For one thing, the characters of Django and Broomhilda are essentially dramatic ciphers.  Broomhilda is little seen, and Django is so laconic that we never get a feeling for him or what he is about.  He just shoots and kills people who stand in his way.  The only potentially interesting character is the convivial and crafty Dr. King Schultz, but his extended encounter and confrontation with Calvin Candie doesn’t come to any narrative resolution.  They both just get abruptly wiped out.  And anyway, Schultz is not a character with whom the viewer is likely to want to empathize.  And, as I said above, the clearly-identified protagonist across the four narrative segments of the film, Django, is too opaque to sustain a full narrative.

Instead of a compelling narrative, Tarantino has presented to the viewer an extended and emphatically gritty bloodbath, comprising an endless succession of killings, mostly on the part of the film’s protagonists and many involving the deaths of likely innocent people.  We need more narrative motivation for this slaughter.  Does Tarantino believe that all U.S. Southern whites are responsible for the horrible institution of slavery and therefore deserve to die?  Even if he were to hold such an absurd belief, no such justificatory point is made in the film.  No, Django Unchained just seems to be a carnival of violence supposedly in support of a black narrative figurehead, but probably primarily just designed to appeal to people who like to watch endless violence.  I will concede that there are some interesting scenes involving Christoph Waltz as Dr.

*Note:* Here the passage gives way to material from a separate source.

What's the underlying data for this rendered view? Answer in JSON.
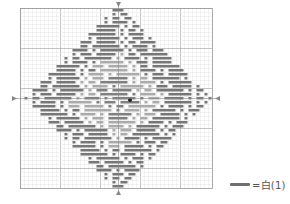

King Schultz, but  I would say that Leone’s films offer altogether more captivating cinematic narratives.
½

Notes:
  1. Murtaza Ali Khan, “Django Unchained (2012): American filmmaker Quentin Tarantino's lampoon on human trafficking”, A Potpourri of Vestiges, (January 2013). 
  2. Roger Ebert, “Faster, Quentin! Thrill! Thrill!”, Roger Ebert’s Journal, RogerEbert.com, (7 January 2013).  
  3. Omer M. Mozaffar, “Django America”, Roger Ebert’s Far-Flung Correspondents, RogerEbert. com, (29 December 2012).    
  4. A. O. Scott, “The Black, the White and the Angry”, The New York Times, (24 December 2012).    
  5. Anthony Lane, “Love Hurts ‘Les Misérables’, ‘Django Unchained,’ and ‘Amour’”, The New Yorker, (30 December 2012).    
  6. Peter Travers, “Django Unchained”, Rolling Stone, (13 December 2012).     
  7. Erin Aubry Kaplan, “‘Django’ an unsettling experience for many blacks", Los Angeles Times, (28 December 2012).
  8. “List of accolades received by ‘Django Unchained’”, Wikipedia, (2020). 
  9. “Black cowboys”, Wikipedia, (3 March 2021).    
  10. Katie Nodjimbadem, “The Lesser-Known History of African-American Cowboys”, Smithsonian Magazine, (13 February 2017).  
  11. Jennifer Oast, "Black Cowboys In The American West: On The Range, On The Stage, Behind The Badge", Civil War Book Review, (Article 16, Spring 2017).    
  12. David Goldstein-Shirley, “Black Cowboys in the American West: An Historiographical Review”, Ethnic Studies Review, Volume 20, (1997), pp. 79-89.    

1 comment:

Wufasa said...

Good review! This ultra-violence in this film put me off, Tarantino. Keen to see you review Inglorious Basterds!